I have a D-LINK DWM-157 USB 3G stick with working sms-only operator plan SIM card and without PIN code.
For some reason, neither gammu, nor gsmsendsms, nor gsmctl can connect to the device. They all report timeouts.
BUT wvdial finds the device allright and is able to both talk to it and make /etc/wvdial.conf entry:
[Dialer Defaults]
Init1 = ATZ
Init2 = ATQ0 V1 E1 S0=0 &C1 &D2 +FCLASS=0
Init3 = AT+CFUN=1,0
Modem Type = Analog Modem
; Phone = <Target Phone Number>
ISDN = 0
; Password = <Your Password>
New PPPD = yes
; Username = <Your Login Name>
Modem = /dev/ttyUSB0
Baud = 9600
I also can manually execute all AT commands and send myself an sms by echo > /dev/ttyUSB0
#cat < /dev/ttyUSB0 &
# echo "ATZ" > /dev/ttyUSB0
OK
# echo "ATQ0 V1 E1 S0=0 &C1 &D2 +FCLASS=0" > /dev/ttyUSB0
OK
# echo "AT+CMGS=\"+myphonewithcountrycode\",145" > /dev/ttyUSB0
>
# echo "foobar^Z" > /dev/ttyUSB0
foobar
+CMGS: 2
OK
#
If I do a cat < /dev/ttyUSB0 &
and then try gammu or gsmctl I can see that they both send AT commands and that modem replies with OK, but gammu/gsm act as if they didn't receive OK.
There is something very strangely wrong. What could be the problem?
Turned out there is one more (unused) software managing the modem: ModemManager.
As per this answer https://unix.stackexchange.com/questions/97242/how-to-send-at-commands-to-a-modem-in-linux I disabled ModemManager.
After
systemctl disable ModemManager
gammu can now identify my modem:There seems to be plenty of (sometimes apparently competing) services trying to service the same devices in newest Ubuntus. I had the same kind of trouble with my DNS settings, which get kept overwritten by NetworkManger, then systemd resolved and both ignoring what I had in netplan.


→ **Work order**
The listing is to be reproduced in full, with no character altered.
-*-*-
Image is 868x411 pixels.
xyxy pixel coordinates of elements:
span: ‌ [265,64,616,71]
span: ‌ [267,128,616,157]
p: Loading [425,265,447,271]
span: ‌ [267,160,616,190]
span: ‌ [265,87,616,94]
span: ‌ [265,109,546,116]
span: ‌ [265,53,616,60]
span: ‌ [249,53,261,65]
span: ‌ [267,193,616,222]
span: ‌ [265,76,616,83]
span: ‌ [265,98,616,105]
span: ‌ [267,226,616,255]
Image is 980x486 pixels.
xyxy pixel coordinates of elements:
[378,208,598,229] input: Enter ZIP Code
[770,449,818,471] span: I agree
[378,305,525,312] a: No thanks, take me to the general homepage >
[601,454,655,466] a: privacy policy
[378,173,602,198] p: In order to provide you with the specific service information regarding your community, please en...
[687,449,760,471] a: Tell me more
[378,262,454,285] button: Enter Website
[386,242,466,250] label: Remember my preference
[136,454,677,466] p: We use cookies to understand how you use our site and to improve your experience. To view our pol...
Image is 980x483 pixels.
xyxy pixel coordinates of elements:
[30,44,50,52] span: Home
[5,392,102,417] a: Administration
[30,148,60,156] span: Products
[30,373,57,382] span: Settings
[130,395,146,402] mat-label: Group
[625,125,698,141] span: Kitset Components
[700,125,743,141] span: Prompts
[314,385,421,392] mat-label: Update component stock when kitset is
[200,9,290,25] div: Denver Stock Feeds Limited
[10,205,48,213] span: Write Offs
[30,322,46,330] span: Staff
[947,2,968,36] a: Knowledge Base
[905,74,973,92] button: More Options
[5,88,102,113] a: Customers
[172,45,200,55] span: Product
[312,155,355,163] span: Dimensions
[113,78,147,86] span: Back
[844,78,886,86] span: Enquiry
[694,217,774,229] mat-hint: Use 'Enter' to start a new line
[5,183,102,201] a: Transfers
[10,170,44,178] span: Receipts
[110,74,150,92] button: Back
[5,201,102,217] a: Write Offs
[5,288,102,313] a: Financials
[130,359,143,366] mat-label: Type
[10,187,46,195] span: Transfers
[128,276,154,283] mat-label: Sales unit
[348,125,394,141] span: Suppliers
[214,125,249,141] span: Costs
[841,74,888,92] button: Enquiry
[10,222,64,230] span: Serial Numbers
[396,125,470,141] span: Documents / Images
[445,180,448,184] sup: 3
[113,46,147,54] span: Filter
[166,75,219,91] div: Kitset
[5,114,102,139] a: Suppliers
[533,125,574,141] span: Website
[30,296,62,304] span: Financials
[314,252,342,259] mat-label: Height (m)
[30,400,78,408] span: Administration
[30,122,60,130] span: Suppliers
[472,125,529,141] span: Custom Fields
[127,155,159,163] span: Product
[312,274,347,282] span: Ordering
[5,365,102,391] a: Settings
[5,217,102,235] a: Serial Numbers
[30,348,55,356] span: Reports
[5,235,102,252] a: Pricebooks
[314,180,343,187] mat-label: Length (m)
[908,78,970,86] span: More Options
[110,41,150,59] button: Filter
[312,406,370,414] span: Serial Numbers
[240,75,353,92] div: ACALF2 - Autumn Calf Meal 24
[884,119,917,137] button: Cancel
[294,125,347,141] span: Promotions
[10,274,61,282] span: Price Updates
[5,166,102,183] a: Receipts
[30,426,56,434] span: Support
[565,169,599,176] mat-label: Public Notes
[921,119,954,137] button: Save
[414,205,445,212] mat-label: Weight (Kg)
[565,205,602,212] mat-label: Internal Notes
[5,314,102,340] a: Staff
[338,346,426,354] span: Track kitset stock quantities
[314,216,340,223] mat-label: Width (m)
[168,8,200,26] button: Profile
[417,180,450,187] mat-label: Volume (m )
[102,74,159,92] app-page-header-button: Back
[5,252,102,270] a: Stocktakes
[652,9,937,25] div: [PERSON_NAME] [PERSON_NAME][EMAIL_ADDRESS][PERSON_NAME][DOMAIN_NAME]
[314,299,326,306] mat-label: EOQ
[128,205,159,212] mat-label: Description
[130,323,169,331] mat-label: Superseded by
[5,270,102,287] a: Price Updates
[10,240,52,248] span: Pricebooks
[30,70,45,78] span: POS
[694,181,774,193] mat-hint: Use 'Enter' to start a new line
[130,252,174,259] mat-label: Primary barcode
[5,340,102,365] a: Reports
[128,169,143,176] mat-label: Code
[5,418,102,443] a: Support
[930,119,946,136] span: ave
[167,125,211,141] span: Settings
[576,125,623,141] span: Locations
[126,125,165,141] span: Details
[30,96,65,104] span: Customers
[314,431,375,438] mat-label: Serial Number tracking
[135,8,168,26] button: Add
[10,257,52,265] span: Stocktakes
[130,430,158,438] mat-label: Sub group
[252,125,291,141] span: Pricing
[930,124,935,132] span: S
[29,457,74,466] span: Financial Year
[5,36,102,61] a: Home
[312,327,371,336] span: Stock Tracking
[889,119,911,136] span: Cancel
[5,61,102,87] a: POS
-*-*-
→ **Task solution**
Image is 868x411 pixels.
xyxy pixel coordinates of elements:
span: ‌ [265,64,616,71]
span: ‌ [267,128,616,157]
p: Loading [425,265,447,271]
span: ‌ [267,160,616,190]
span: ‌ [265,87,616,94]
span: ‌ [265,109,546,116]
span: ‌ [265,53,616,60]
span: ‌ [249,53,261,65]
span: ‌ [267,193,616,222]
span: ‌ [265,76,616,83]
span: ‌ [265,98,616,105]
span: ‌ [267,226,616,255]
Image is 980x486 pixels.
xyxy pixel coordinates of elements:
[378,208,598,229] input: Enter ZIP Code
[770,449,818,471] span: I agree
[378,305,525,312] a: No thanks, take me to the general homepage >
[601,454,655,466] a: privacy policy
[378,173,602,198] p: In order to provide you with the specific service information regarding your community, please en...
[687,449,760,471] a: Tell me more
[378,262,454,285] button: Enter Website
[386,242,466,250] label: Remember my preference
[136,454,677,466] p: We use cookies to understand how you use our site and to improve your experience. To view our pol...
Image is 980x483 pixels.
xyxy pixel coordinates of elements:
[30,44,50,52] span: Home
[5,392,102,417] a: Administration
[30,148,60,156] span: Products
[30,373,57,382] span: Settings
[130,395,146,402] mat-label: Group
[625,125,698,141] span: Kitset Components
[700,125,743,141] span: Prompts
[314,385,421,392] mat-label: Update component stock when kitset is
[200,9,290,25] div: Denver Stock Feeds Limited
[10,205,48,213] span: Write Offs
[30,322,46,330] span: Staff
[947,2,968,36] a: Knowledge Base
[905,74,973,92] button: More Options
[5,88,102,113] a: Customers
[172,45,200,55] span: Product
[312,155,355,163] span: Dimensions
[113,78,147,86] span: Back
[844,78,886,86] span: Enquiry
[694,217,774,229] mat-hint: Use 'Enter' to start a new line
[5,183,102,201] a: Transfers
[10,170,44,178] span: Receipts
[110,74,150,92] button: Back
[5,201,102,217] a: Write Offs
[5,288,102,313] a: Financials
[130,359,143,366] mat-label: Type
[10,187,46,195] span: Transfers
[128,276,154,283] mat-label: Sales unit
[348,125,394,141] span: Suppliers
[214,125,249,141] span: Costs
[841,74,888,92] button: Enquiry
[10,222,64,230] span: Serial Numbers
[396,125,470,141] span: Documents / Images
[445,180,448,184] sup: 3
[113,46,147,54] span: Filter
[166,75,219,91] div: Kitset
[5,114,102,139] a: Suppliers
[533,125,574,141] span: Website
[30,296,62,304] span: Financials
[314,252,342,259] mat-label: Height (m)
[30,400,78,408] span: Administration
[30,122,60,130] span: Suppliers
[472,125,529,141] span: Custom Fields
[127,155,159,163] span: Product
[312,274,347,282] span: Ordering
[5,365,102,391] a: Settings
[5,217,102,235] a: Serial Numbers
[30,348,55,356] span: Reports
[5,235,102,252] a: Pricebooks
[314,180,343,187] mat-label: Length (m)
[908,78,970,86] span: More Options
[110,41,150,59] button: Filter
[312,406,370,414] span: Serial Numbers
[240,75,353,92] div: ACALF2 - Autumn Calf Meal 24
[884,119,917,137] button: Cancel
[294,125,347,141] span: Promotions
[10,274,61,282] span: Price Updates
[5,166,102,183] a: Receipts
[30,426,56,434] span: Support
[565,169,599,176] mat-label: Public Notes
[921,119,954,137] button: Save
[414,205,445,212] mat-label: Weight (Kg)
[565,205,602,212] mat-label: Internal Notes
[5,314,102,340] a: Staff
[338,346,426,354] span: Track kitset stock quantities
[314,216,340,223] mat-label: Width (m)
[168,8,200,26] button: Profile
[417,180,450,187] mat-label: Volume (m )
[102,74,159,92] app-page-header-button: Back
[5,252,102,270] a: Stocktakes
[652,9,937,25] div: [PERSON_NAME] [PERSON_NAME][EMAIL_ADDRESS][PERSON_NAME][DOMAIN_NAME]
[314,299,326,306] mat-label: EOQ
[128,205,159,212] mat-label: Description
[130,323,169,331] mat-label: Superseded by
[5,270,102,287] a: Price Updates
[10,240,52,248] span: Pricebooks
[30,70,45,78] span: POS
[694,181,774,193] mat-hint: Use 'Enter' to start a new line
[130,252,174,259] mat-label: Primary barcode
[5,340,102,365] a: Reports
[128,169,143,176] mat-label: Code
[5,418,102,443] a: Support
[930,119,946,136] span: ave
[167,125,211,141] span: Settings
[576,125,623,141] span: Locations
[126,125,165,141] span: Details
[30,96,65,104] span: Customers
[314,431,375,438] mat-label: Serial Number tracking
[135,8,168,26] button: Add
[10,257,52,265] span: Stocktakes
[130,430,158,438] mat-label: Sub group
[252,125,291,141] span: Pricing
[930,124,935,132] span: S
[29,457,74,466] span: Financial Year
[5,36,102,61] a: Home
[312,327,371,336] span: Stock Tracking
[889,119,911,136] span: Cancel
[5,61,102,87] a: POS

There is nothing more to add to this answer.